Families billed for failed attempt to rescue skiers
The families of two British snowboarders killed in an avalanche in the French Alps have expressed their anger at being chased by debt collectors over a £20,000 bill for the failed rescue attempt.
Sam Harber, 25, and James Rourke, 26, died while snowboarding off-piste in April last year. Despite the efforts of a French mountain rescue team, involving a helicopter and dog teams, neither man was saved after they were swept away by a 500-metre wide torrent of ice, snow and rock on Grande Motte, in the resort of Tignes.
Rescuers found Mr Rourke's body a day after the accident. But Mr Harber's body was not found until two months later - on what would have been his 26th birthday. Their families have been asked to pay about £10,000 each to cover rescue costs after the men's insurance company CNA refused to pay out.
If the accident had happened in Britain the debt would have died with the victims. But under French law, surviving relatives are liable to pay for the rescue as neither man had enough money left in his estate to meet the bill.
Now the helicopter company involved in the failed rescue attempt has appointed a French debt collection firm to try and get its money back from the parents of the extreme sports fans, who were in France working as ski chalet managers for the holiday firm VIP Snowline at the ski resort of Val d'Isère.
The two friends were experienced snowboarders and had gone off piste during their time off, despite weather reports forecasting a Factor Three risk of an avalanche which means "considerable" on a scale of one to five.
A small-print clause in the men's insurance policiesstated they were not covered for "exposure to danger which is reasonably foreseeable" and as a result, CNA insurance refused to pay the rescue bill.
The families have now been sent bills demanding they each pay £9,000 for the helicopter and £1,200 for the dog teams.
"It's so difficult to move on when you still have this situation hanging over you," said Barry Harber, who said his son had no chance of survival after the avalanche broke just 100 metres above where he and his friend were snowboarding.
Mr Harber, 59, a marketing consultant from Lawshall, near Bury St Edmunds, Suffolk, said that although off-piste skiing was included in his son's insurance, CNA refused to pay for the rescue attempts because it was claimed the two men ignored danger signs. "We now have to fight to not pay this money and we are so angry it has come to this.

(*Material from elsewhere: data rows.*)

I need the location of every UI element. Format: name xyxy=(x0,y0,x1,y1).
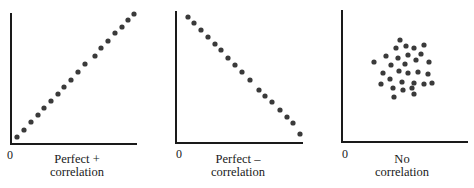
data-point xyxy=(284,114,289,119)
axes xyxy=(176,11,303,143)
data-point xyxy=(218,47,223,52)
data-point xyxy=(225,55,230,60)
origin-label-negative: 0 xyxy=(176,148,182,160)
data-point xyxy=(393,45,398,50)
data-point xyxy=(396,68,401,73)
data-point xyxy=(403,43,408,48)
data-point xyxy=(21,127,26,132)
data-point xyxy=(41,105,46,110)
data-point xyxy=(269,99,274,104)
data-point xyxy=(400,87,405,92)
data-point xyxy=(14,134,19,139)
data-point xyxy=(411,45,416,50)
data-point xyxy=(390,85,395,90)
data-point xyxy=(198,27,203,32)
data-point xyxy=(75,69,80,74)
data-point xyxy=(48,98,53,103)
axes xyxy=(342,10,468,142)
data-point xyxy=(191,20,196,25)
data-point xyxy=(411,91,416,96)
caption-positive-correlation: Perfect + correlation xyxy=(27,153,127,179)
data-point xyxy=(82,61,87,66)
scatter-panel-negative xyxy=(176,11,303,143)
data-point xyxy=(256,87,261,92)
data-point xyxy=(247,77,252,82)
data-point xyxy=(411,80,416,85)
data-point xyxy=(425,71,430,76)
data-point xyxy=(105,38,110,43)
data-point xyxy=(92,53,97,58)
data-point xyxy=(409,85,414,90)
data-point xyxy=(131,11,136,16)
data-point xyxy=(290,120,295,125)
data-point xyxy=(413,57,418,62)
data-point xyxy=(405,52,410,57)
data-point xyxy=(205,34,210,39)
scatter-panel-positive xyxy=(11,11,137,144)
data-point xyxy=(28,119,33,124)
data-point xyxy=(383,53,388,58)
data-point xyxy=(397,37,402,42)
data-point xyxy=(212,41,217,46)
data-point xyxy=(426,59,431,64)
origin-label-positive: 0 xyxy=(7,149,13,161)
data-point xyxy=(421,42,426,47)
scatter-panel-none xyxy=(342,10,468,142)
data-point xyxy=(371,59,376,64)
data-point xyxy=(232,62,237,67)
data-point xyxy=(119,24,124,29)
caption-line-2: correlation xyxy=(188,166,288,179)
data-point xyxy=(380,70,385,75)
data-point xyxy=(421,81,426,86)
data-point xyxy=(277,107,282,112)
caption-negative-correlation: Perfect – correlation xyxy=(188,153,288,179)
caption-line-2: correlation xyxy=(27,166,127,179)
data-point xyxy=(388,62,393,67)
data-point xyxy=(35,112,40,117)
data-point xyxy=(405,70,410,75)
data-point xyxy=(415,69,420,74)
data-point xyxy=(402,61,407,66)
data-point xyxy=(112,30,117,35)
data-point xyxy=(429,80,434,85)
data-point xyxy=(395,55,400,60)
correlation-figure: 0 Perfect + correlation 0 Perfect – corr… xyxy=(0,0,474,188)
data-point xyxy=(391,94,396,99)
data-point xyxy=(297,131,302,136)
data-point xyxy=(399,79,404,84)
data-point xyxy=(98,45,103,50)
data-point xyxy=(387,76,392,81)
data-point xyxy=(418,51,423,56)
data-point xyxy=(125,17,130,22)
data-point xyxy=(55,91,60,96)
caption-line-2: correlation xyxy=(352,166,452,179)
caption-no-correlation: No correlation xyxy=(352,153,452,179)
origin-label-none: 0 xyxy=(342,148,348,160)
data-point xyxy=(378,81,383,86)
data-point xyxy=(61,84,66,89)
data-point xyxy=(185,14,190,19)
data-point xyxy=(239,69,244,74)
data-point xyxy=(262,93,267,98)
data-point xyxy=(68,77,73,82)
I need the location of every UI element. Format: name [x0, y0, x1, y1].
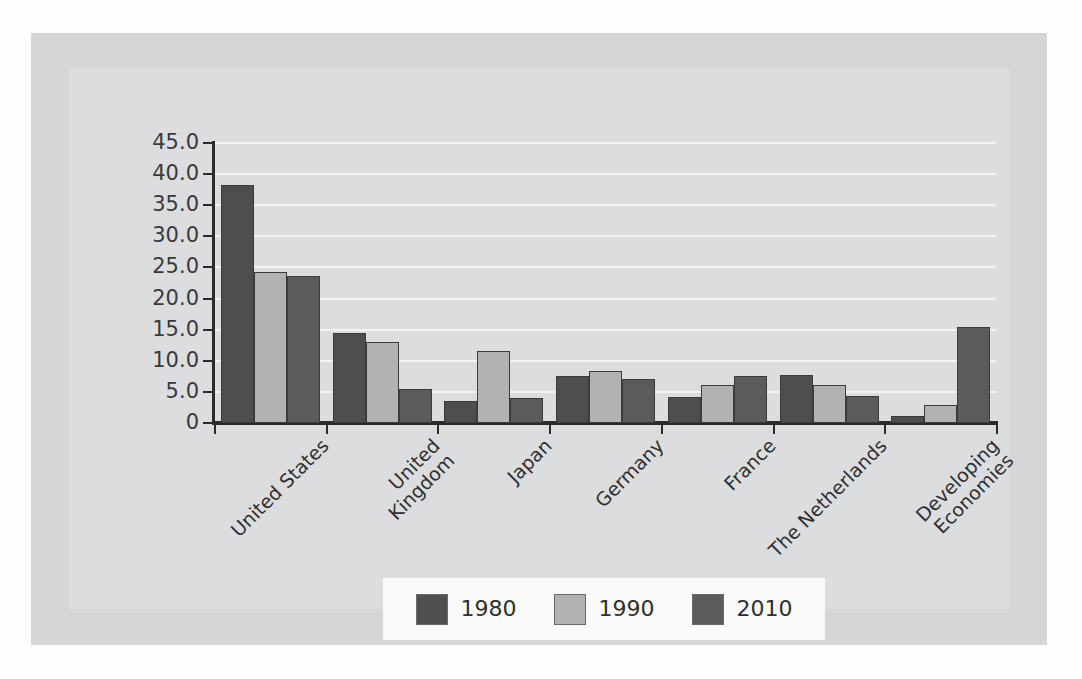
x-axis-tick	[884, 425, 886, 434]
legend-label: 1980	[461, 598, 517, 620]
legend-item[interactable]: 1980	[416, 594, 517, 625]
bar	[556, 376, 589, 423]
chart-page: 45.040.035.030.025.020.015.010.05.00 Uni…	[0, 0, 1082, 679]
y-axis-tick-label: 25.0	[152, 256, 199, 277]
bar	[780, 375, 813, 423]
x-axis-tick	[773, 425, 775, 434]
bar	[333, 333, 366, 423]
y-axis-tick-label: 0	[186, 412, 199, 433]
y-axis-tick-label: 20.0	[152, 288, 199, 309]
bar	[366, 342, 399, 423]
plot-area	[214, 143, 996, 423]
legend-item[interactable]: 1990	[554, 594, 655, 625]
bar	[254, 272, 287, 423]
x-axis-tick	[661, 425, 663, 434]
x-axis-tick	[549, 425, 551, 434]
legend-swatch-icon	[554, 594, 586, 625]
bar	[622, 379, 655, 423]
bar	[589, 371, 622, 423]
x-axis-tick	[214, 425, 216, 434]
bar	[734, 376, 767, 423]
x-axis-tick	[437, 425, 439, 434]
y-axis-tick-label: 30.0	[152, 225, 199, 246]
legend-item[interactable]: 2010	[692, 594, 793, 625]
y-axis-tick-label: 15.0	[152, 319, 199, 340]
bar	[510, 398, 543, 424]
y-axis-tick-label: 10.0	[152, 350, 199, 371]
bar	[891, 416, 924, 423]
x-axis-tick	[996, 425, 998, 434]
y-axis-tick-label: 35.0	[152, 194, 199, 215]
bar	[399, 389, 432, 423]
figure-frame: 45.040.035.030.025.020.015.010.05.00 Uni…	[31, 33, 1047, 645]
legend-label: 2010	[737, 598, 793, 620]
bar	[701, 385, 734, 423]
y-axis-tick-label: 5.0	[166, 381, 199, 402]
bar	[846, 396, 879, 423]
legend-label: 1990	[599, 598, 655, 620]
chart-legend: 198019902010	[383, 578, 825, 640]
bar	[221, 185, 254, 423]
bar	[477, 351, 510, 423]
bar	[444, 401, 477, 423]
bar	[813, 385, 846, 423]
y-axis-tick-label: 45.0	[152, 132, 199, 153]
y-axis-tick-label: 40.0	[152, 163, 199, 184]
bar	[668, 397, 701, 423]
legend-swatch-icon	[416, 594, 448, 625]
bar	[287, 276, 320, 423]
legend-swatch-icon	[692, 594, 724, 625]
bar	[957, 327, 990, 423]
bar	[924, 405, 957, 423]
x-axis-tick	[326, 425, 328, 434]
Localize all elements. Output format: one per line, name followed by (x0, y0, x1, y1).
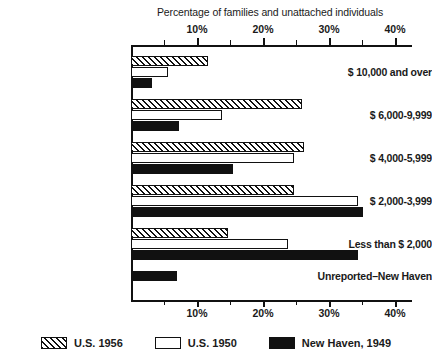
x-axis-tick-label-bottom: 10% (177, 307, 217, 319)
x-axis-tick (164, 40, 165, 45)
x-axis-tick (263, 300, 265, 307)
bar-us1950 (131, 110, 222, 120)
legend-item-us1950[interactable]: U.S. 1950 (155, 337, 237, 349)
bar-newhaven (131, 121, 179, 131)
x-axis-tick (296, 300, 297, 305)
bar-newhaven (131, 207, 363, 217)
category-label: Unreported–New Haven (307, 270, 432, 282)
chart-legend: U.S. 1956U.S. 1950New Haven, 1949 (0, 331, 432, 355)
x-axis-tick-label-bottom: 30% (309, 307, 349, 319)
bar-us1956 (131, 99, 302, 109)
legend-label: New Haven, 1949 (302, 337, 391, 349)
x-axis-tick-label-top: 20% (243, 23, 283, 35)
x-axis-tick-label-bottom: 40% (375, 307, 415, 319)
x-axis-tick (329, 300, 331, 307)
x-axis-tick (197, 300, 199, 307)
x-axis-bottom-line (131, 300, 412, 302)
x-axis-tick (395, 38, 397, 45)
legend-swatch-icon (155, 337, 181, 349)
bar-newhaven (131, 164, 233, 174)
x-axis-tick (230, 40, 231, 45)
x-axis-tick (263, 38, 265, 45)
category-label: $ 4,000-5,999 (307, 152, 432, 164)
category-label: $ 2,000-3,999 (307, 195, 432, 207)
bar-us1956 (131, 142, 304, 152)
x-axis-tick-label-top: 30% (309, 23, 349, 35)
x-axis-tick-label-bottom: 20% (243, 307, 283, 319)
bar-newhaven (131, 271, 177, 281)
bar-us1950 (131, 239, 288, 249)
x-axis-tick (395, 300, 397, 307)
bar-us1956 (131, 185, 294, 195)
x-axis-title: Percentage of families and unattached in… (120, 6, 420, 18)
x-axis-tick (296, 40, 297, 45)
x-axis-tick (230, 300, 231, 305)
x-axis-tick (362, 40, 363, 45)
bar-us1956 (131, 228, 228, 238)
category-label: Less than $ 2,000 (307, 238, 432, 250)
legend-item-us1956[interactable]: U.S. 1956 (41, 337, 123, 349)
x-axis-tick-label-top: 10% (177, 23, 217, 35)
x-axis-tick (197, 38, 199, 45)
legend-item-newhaven[interactable]: New Haven, 1949 (269, 337, 391, 349)
x-axis-tick (362, 300, 363, 305)
x-axis-top-line (131, 45, 412, 47)
chart-container: Percentage of families and unattached in… (0, 0, 432, 364)
legend-swatch-icon (269, 337, 295, 349)
legend-label: U.S. 1950 (188, 337, 237, 349)
x-axis-tick-label-top: 40% (375, 23, 415, 35)
legend-swatch-icon (41, 337, 67, 349)
bar-us1956 (131, 56, 208, 66)
x-axis-tick (329, 38, 331, 45)
bar-us1950 (131, 67, 168, 77)
bar-us1950 (131, 153, 294, 163)
x-axis-tick (164, 300, 165, 305)
category-label: $ 6,000-9,999 (307, 109, 432, 121)
bar-newhaven (131, 250, 358, 260)
bar-newhaven (131, 78, 152, 88)
category-label: $ 10,000 and over (307, 66, 432, 78)
legend-label: U.S. 1956 (74, 337, 123, 349)
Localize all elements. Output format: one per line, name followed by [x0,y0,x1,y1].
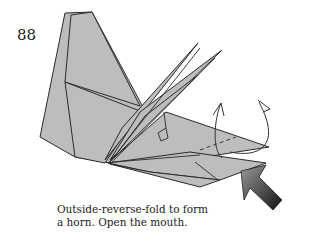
caption-line-2: a horn. Open the mouth. [57,216,267,229]
caption-line-1: Outside-reverse-fold to form [57,203,267,216]
paper-model [40,12,269,187]
step-caption: Outside-reverse-fold to form a horn. Ope… [57,203,267,229]
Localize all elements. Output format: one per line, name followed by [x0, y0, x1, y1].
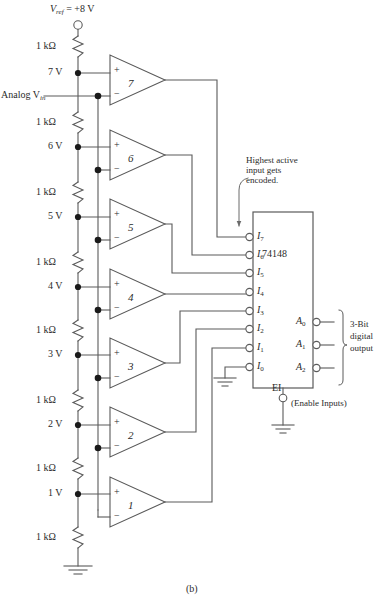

The rescue teams did such a good job and deserve to get paid but there is this massive grey area when it comes to this kind of insurance. We have been through enough without having to pay this money out as well."
Mr Harber said he wanted to warn other people they may not be covered by their insurance on holiday. "There must be hundreds of kids going out there thinking they've got cover off piste," he said.
Mr Rourke's father, Peter Rourke, 52, of Littlehampton, West Sussex, cannot pay the bill because he is a full-time carer for his wheelchair-bound wife Anne, 50. The families of both men have pledged to fight on, despite failing in two attempts to take their case to the Financial Ombudsman Service.